Women are conditioned to hold themselves to unrealistic standards of beauty: Age spots, discoloration, acne, wrinkles, dark circles — all the most natural parts of our bodies and who we are — have become unacceptable. Makeup advertisement after makeup advertisement have convinced us that women aren’t allowed to have even pores on their face!

I always knew, somewhere in the back of my mind, that the makeup and skincare industry had a lot to gain by making me feel that there are a laundry list of things about my appearance that need to be fixed — acne scars, undereye bags, stubborn pimples that unfailingly announce an oncoming period every month — but it never struck me just how absurd it all was until quarantine, when so many of us have locked ourselves away and only see each other through glowing screens.

Between the constant anxiety about the pandemic, mounting death toll, social unrest and just trying to make it through all my classes, it felt silly to care so much about how I looked, especially if people were only going to see me in a tiny rectangle on their computers.
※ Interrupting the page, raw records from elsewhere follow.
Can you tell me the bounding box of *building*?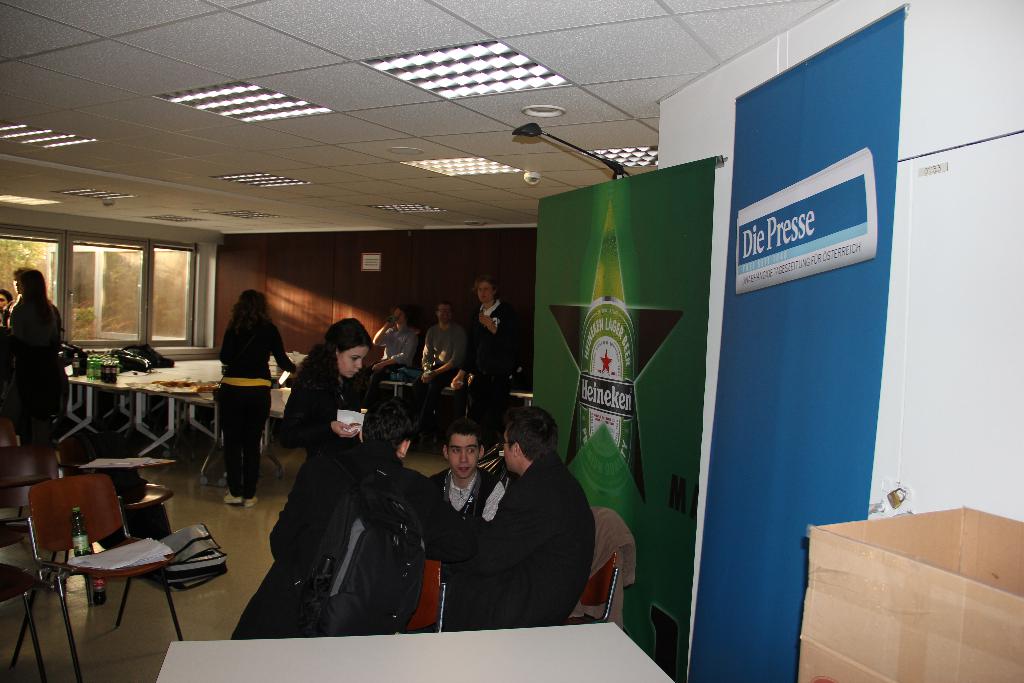
l=0, t=0, r=1023, b=682.
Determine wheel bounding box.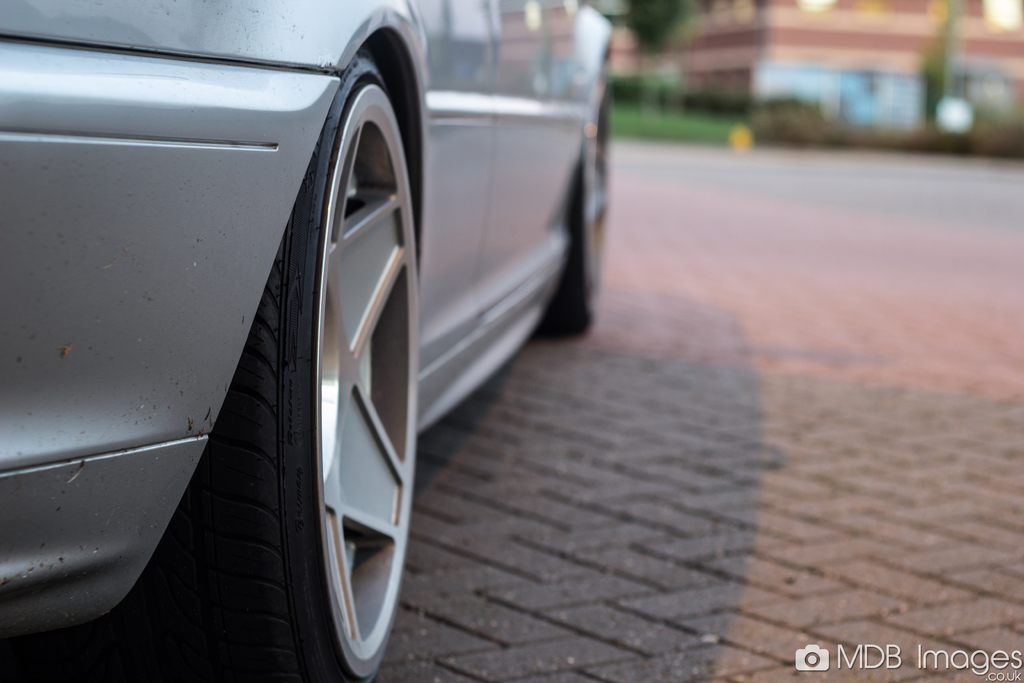
Determined: region(540, 83, 610, 343).
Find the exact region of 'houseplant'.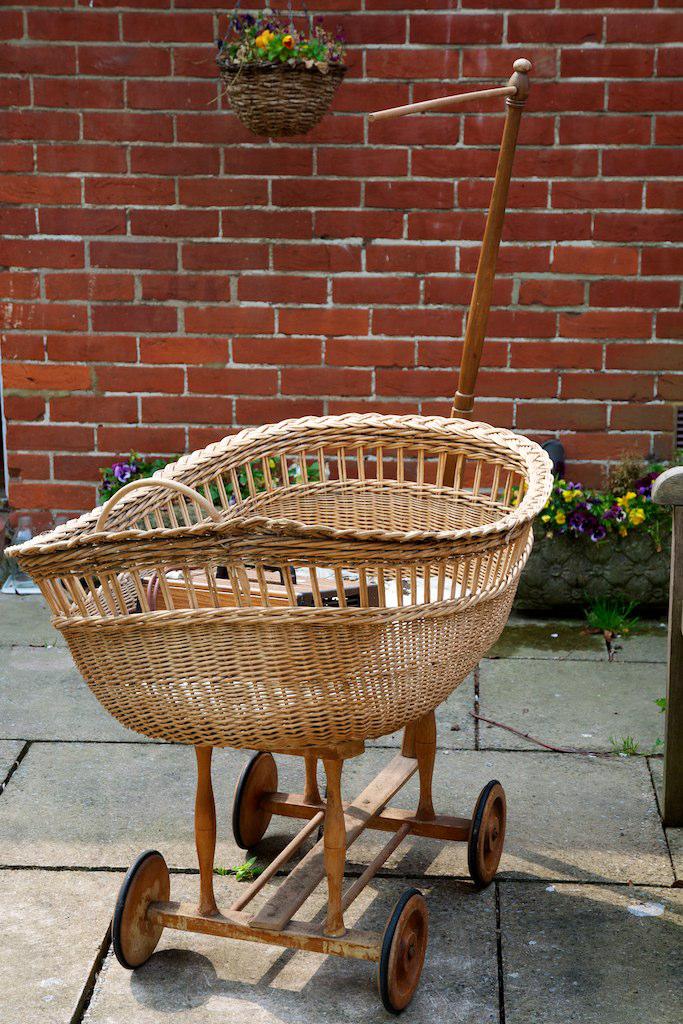
Exact region: Rect(216, 5, 363, 125).
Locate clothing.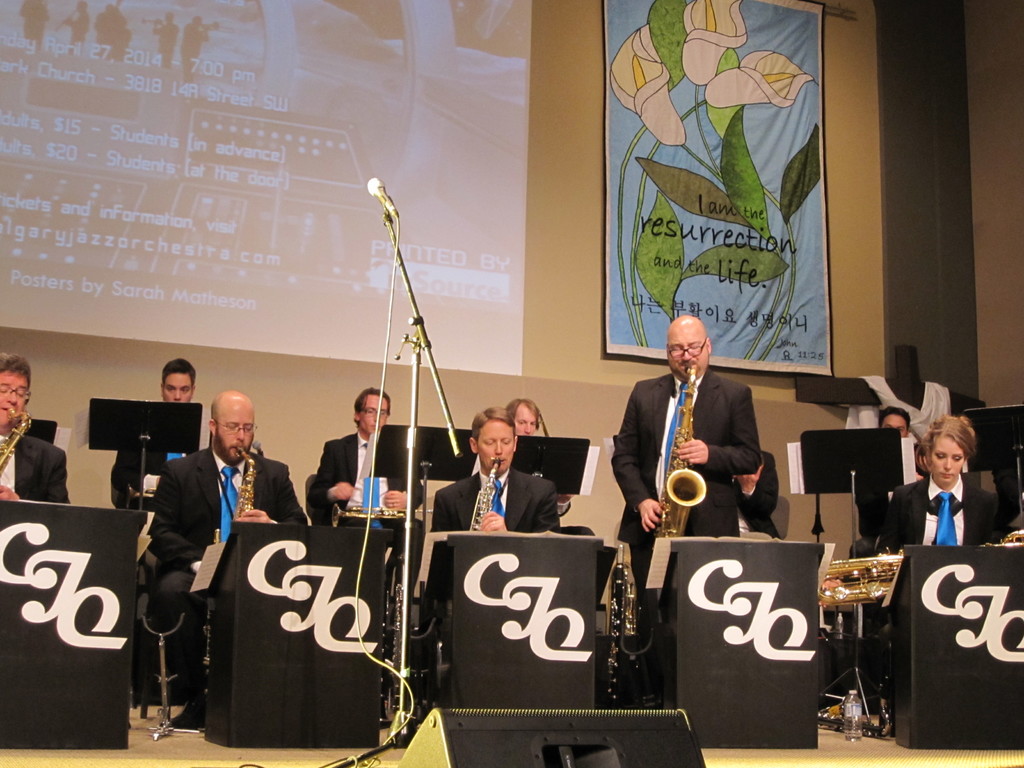
Bounding box: bbox(433, 470, 559, 603).
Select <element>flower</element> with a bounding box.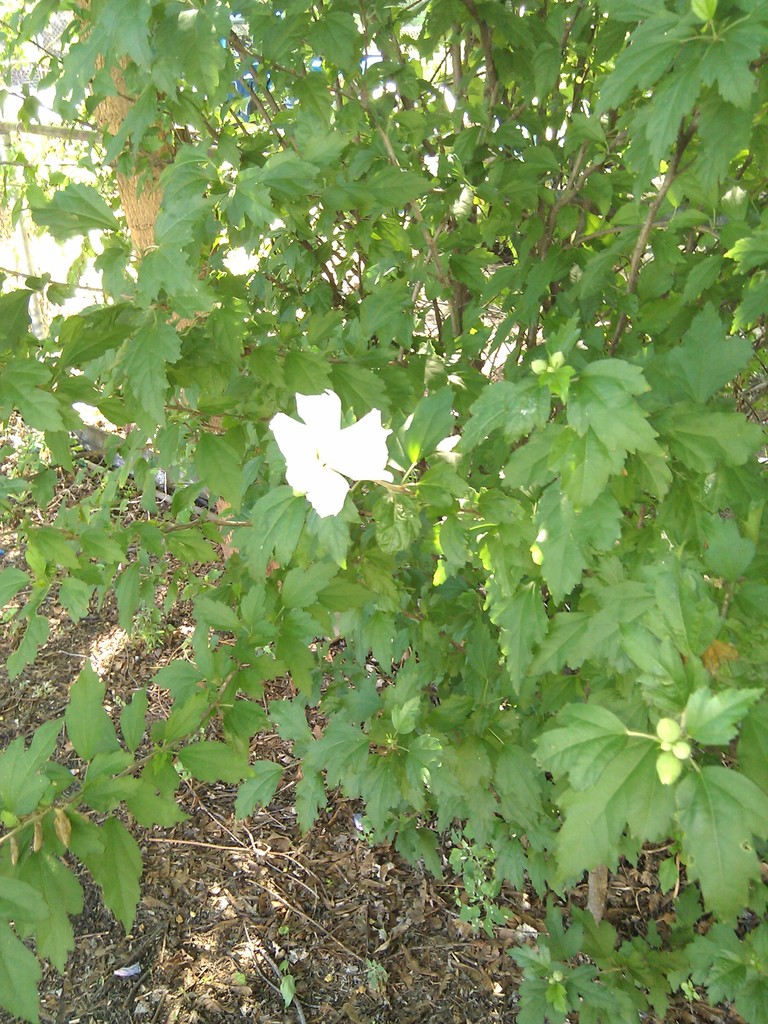
[550,348,565,367].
At some point in the months of quarantine, I had the greatest epiphany of all: I looked at the woman sitting inside my rectangle and realized that I was still beautiful, without an ounce of concealer and with all my flaws on display for everyone else to see. That is me, as much as the same girl with full brows and two layers of setting powder is. 

As someone who’s always been extremely self-confident, I have to admit that it hurt my ego when I realized how much I was hiding behind makeup — that despite all my proclamations of how women should be allowed to do and wear what they want, I myself had succumbed to an exploitative industry that profits off of making us all insecure about the way we look.
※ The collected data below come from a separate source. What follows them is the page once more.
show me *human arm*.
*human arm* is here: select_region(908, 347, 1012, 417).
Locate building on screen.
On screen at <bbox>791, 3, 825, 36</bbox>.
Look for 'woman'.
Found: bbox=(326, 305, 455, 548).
My relationship with makeup became so much less toxic when I realized that — get this — women are actually allowed to not look gorgeous all the time. With all the collective shit we’re going through, it’s absolutely ridiculous to expect us to constantly look like we walked right out of a Maybelline commercial.
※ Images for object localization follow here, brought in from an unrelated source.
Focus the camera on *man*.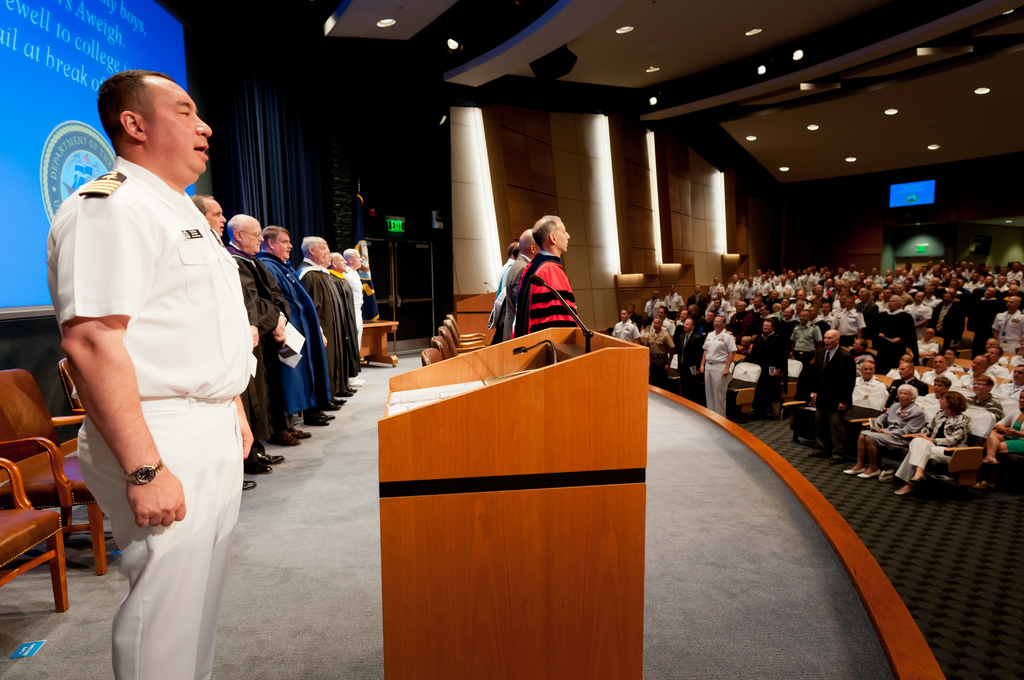
Focus region: 750:316:787:419.
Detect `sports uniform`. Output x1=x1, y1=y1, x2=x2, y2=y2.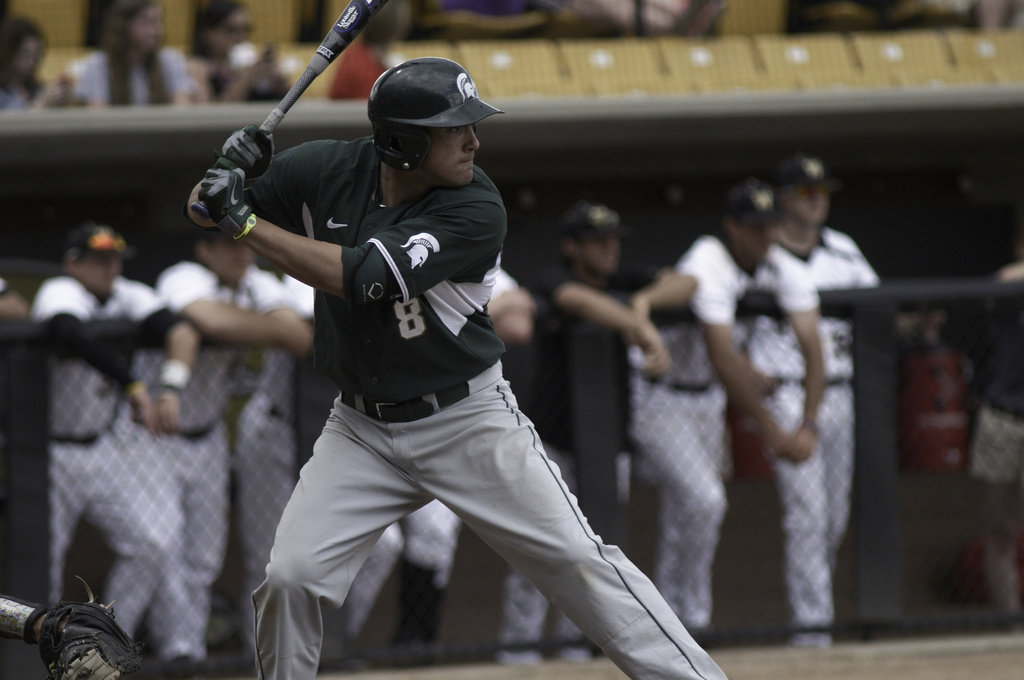
x1=132, y1=256, x2=311, y2=653.
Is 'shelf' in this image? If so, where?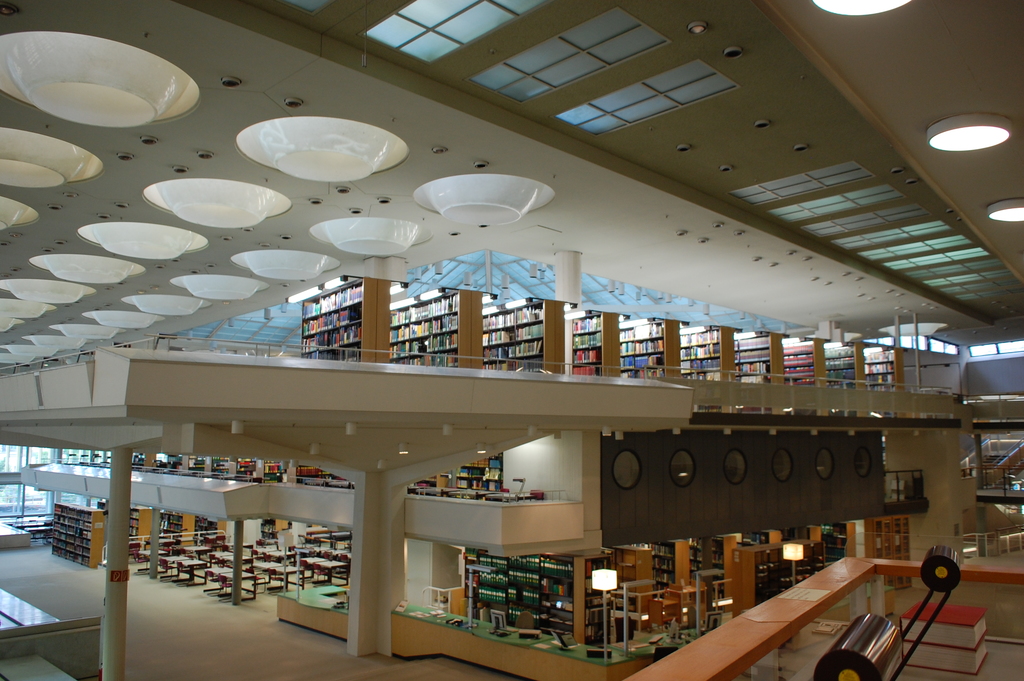
Yes, at box=[829, 345, 865, 387].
While I personally believe that we’re beautiful no matter what, I think we’re also allowed to take a breather and look plain, tired and pissed off — aka like actual human beings, not photoshopped influencer posts.

Don’t get me wrong — I still love to get dressed up and draw bold, sharp lines along my eyelids for fun (running errands has become a mini red carpet event in my household, after all).

But somewhere along the line, makeup became less of an artistic expression or fun experiment and more of an exhausting reminder that I, as a woman, had to deal with the burden of always looking impeccably put together, even in the midst of a global pandemic that is literally tearing everyone’s lives apart. 

Now that more and more people are getting the vaccine, and the potential for safe, in-person events draws nearer and nearer, I’ll have to start actively thinking about my appearance again — looking professional, wearing my favorite outfits, actually brushing my hair instead of hiding the mess behind my favorite headband. 

But there is still one nugget of wisdom quarantine’s left me with that I’m excited to bring into the new post-pandemic world: The confidence that my bare-faced, plain-looking self (acne scars, dark circles, imperfections and all) is just as powerful as the girl who is perfectly dressed up from head to toe.